The publication of an article by Mayor John O. Norquist of Milwaukee calling for the existing public school system in urban areas to “ultimately be scrapped” has caused a stir in the Wisconsin city.
The Mayor’s article, which was included in the inaugural issue of a public-policy journal published by the conservative Wisconsin Policy Research institute, was front-page news Jan. 2 in the Milwaukee Sentinel.
The headline read, “Mayor sees end of urban schools.”
In the article, which was based on the text of a speech the Mayor delivered in November 1990, Mr. Norquist advocates replacing failing city schools with “essentially a choice or voucher system.”
“We should give city parents the purchasing power they need to enroll their children in any public or private, non-sectarian school that complies with essential standards,” he writes. “Schools that fail to keep kids in schools, or teach them well, will either go out of business-teachers, principal, administrators, and all or change their ways.”
The article primarily focused on how American cities can be rebuilt, not on education.
It did not mention the parental-choice program already operating in Milwaukee, under which a limited number of low-income students attend private, nonsectarian schools at public expense.
Following the newspaper reports, some local editorial writers and broadcasters criticized the Mayor for proposing to eliminate city schools.
But a spokesman for the Mayor said that literal interpretation was not what Mr. Norquist intended.
“It was in no way a universal condemnation of public schools,” said David Webster, an assistant to the Mayor. “They need to exist. He does believe that market forces should come to bear on the schools, that it should not be a monopoly.”
Mr. Webster added that the Mayor is a strong supporter of the city’s school superintendent, Howard L. Fuller, who favors the Milwaukee choice program.
Since the article was published, the Mayor’s office also has been “getting a lot of affirming mail, saying we’ve got to step tinkering around the edges” with school reform, Mr. Webster said.
But Mary Bills, a member of the Milwaukee school board, said she thought the Mayor’s comments set back the district’s efforts to improve. “It didn’t help,” she said.
“It just didn’t help. I personally think we would all be better served if he emphasized cooperation rather than the competition of choice, and cooperation with us as another governmental body.”
School-Closing Proposal
Mr. Fuller, however, issued a statement saying he was “pleased that Mayor Norquist recognizes some of the major issues that are facing urban school systems across the country.”

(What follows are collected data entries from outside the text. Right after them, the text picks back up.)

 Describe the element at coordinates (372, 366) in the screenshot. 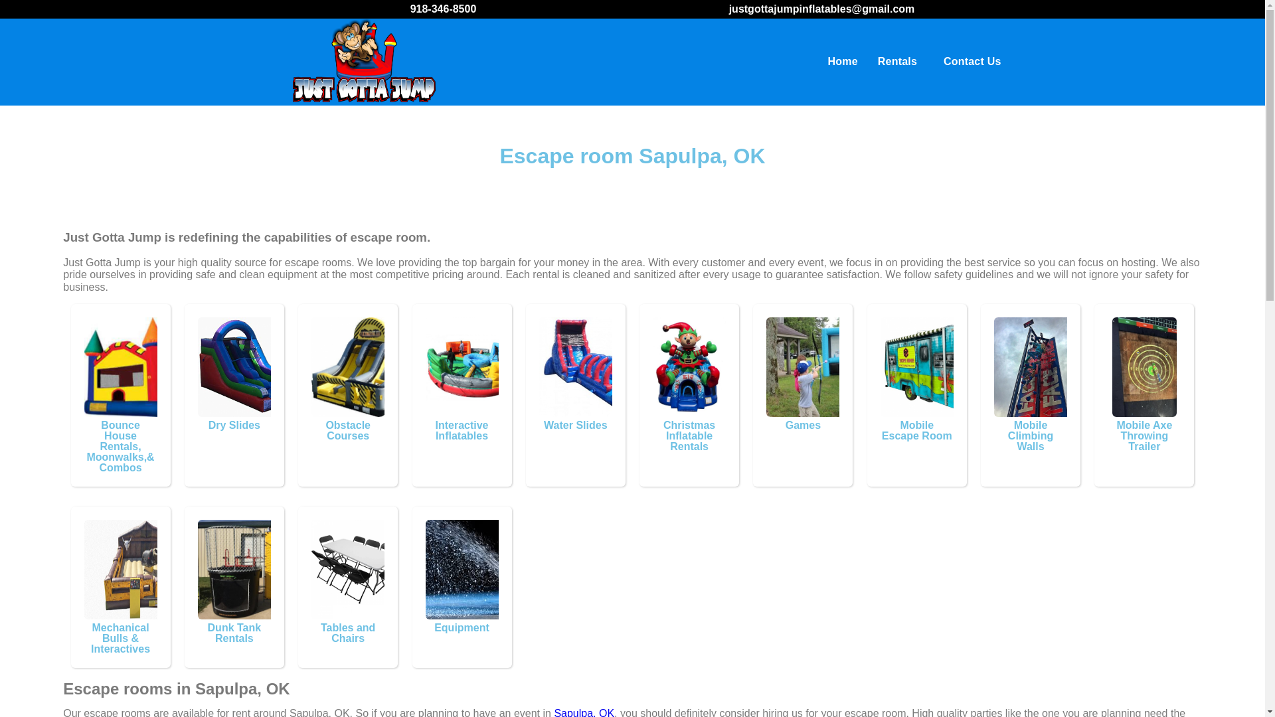

I see `Obstacle Courses` at that location.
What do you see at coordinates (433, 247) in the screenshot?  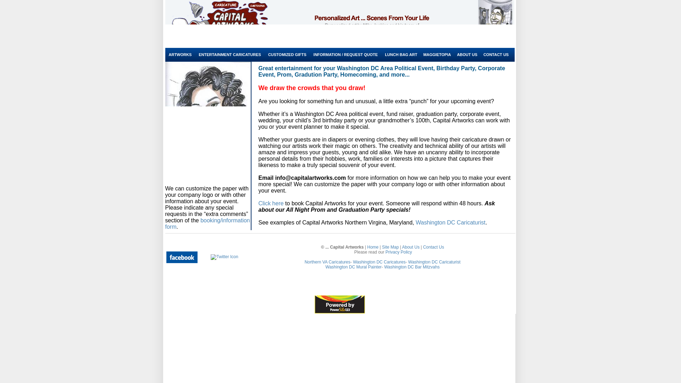 I see `Contact Us` at bounding box center [433, 247].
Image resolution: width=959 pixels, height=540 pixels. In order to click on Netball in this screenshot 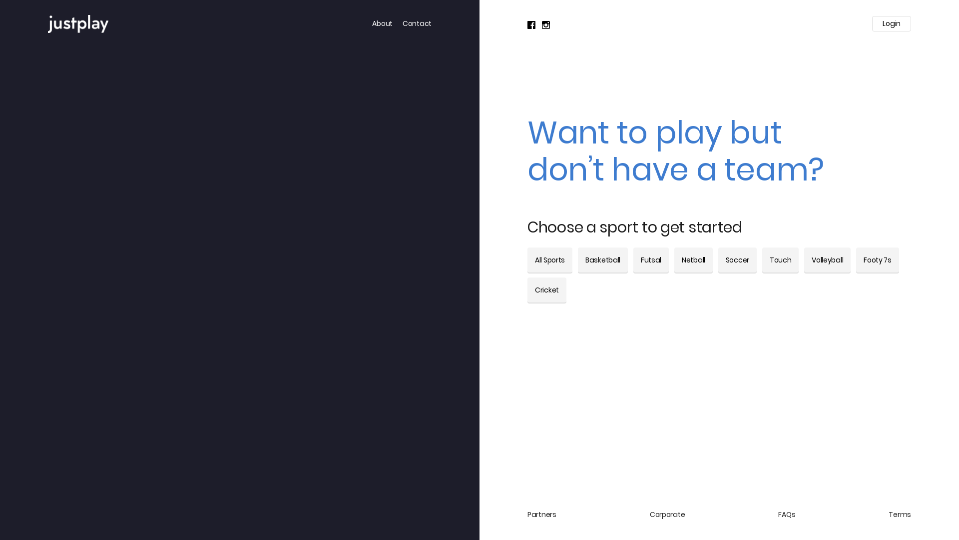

The superintendent also noted that he was pushing for the authority to close failing schools and reopen them “with a staff and curriculum that would allow students to learn.”
The superintendent’s proposal to obtain such authority from the Wisconsin legislature was approved by the school board in December.
The school district is also seeking exemptions from seniority provisions in the teachers’ contract that would allow administrators to reassign teachers to new schools.
Ms. Bills called the proposal “a very appealing concept to poor parents who feel schools have failed them, and very appealing to those people who just want something done.”
Last week, members of the Senate Education Committee held a public hearing on the board’s legislative requests.
The proposal to close under-performing schools has been opposed by the Milwaukee Teachers Education Association and the Administrators and Supervisors Council.
Michael Langyel, president of the M.T.E.A., said the district has not defined what constitutes a “failing” school. And he said the school system does not have a “fair” evaluation system for determining which teachers are performing well.
“Until the school system has an adequate evaluation procedure and identifies what it means by ‘failing schools’ or bad teachers,’ then we just view this as rhetoric,” Mr. Langyel said.
The union president declined to comment on the Mayor’s article.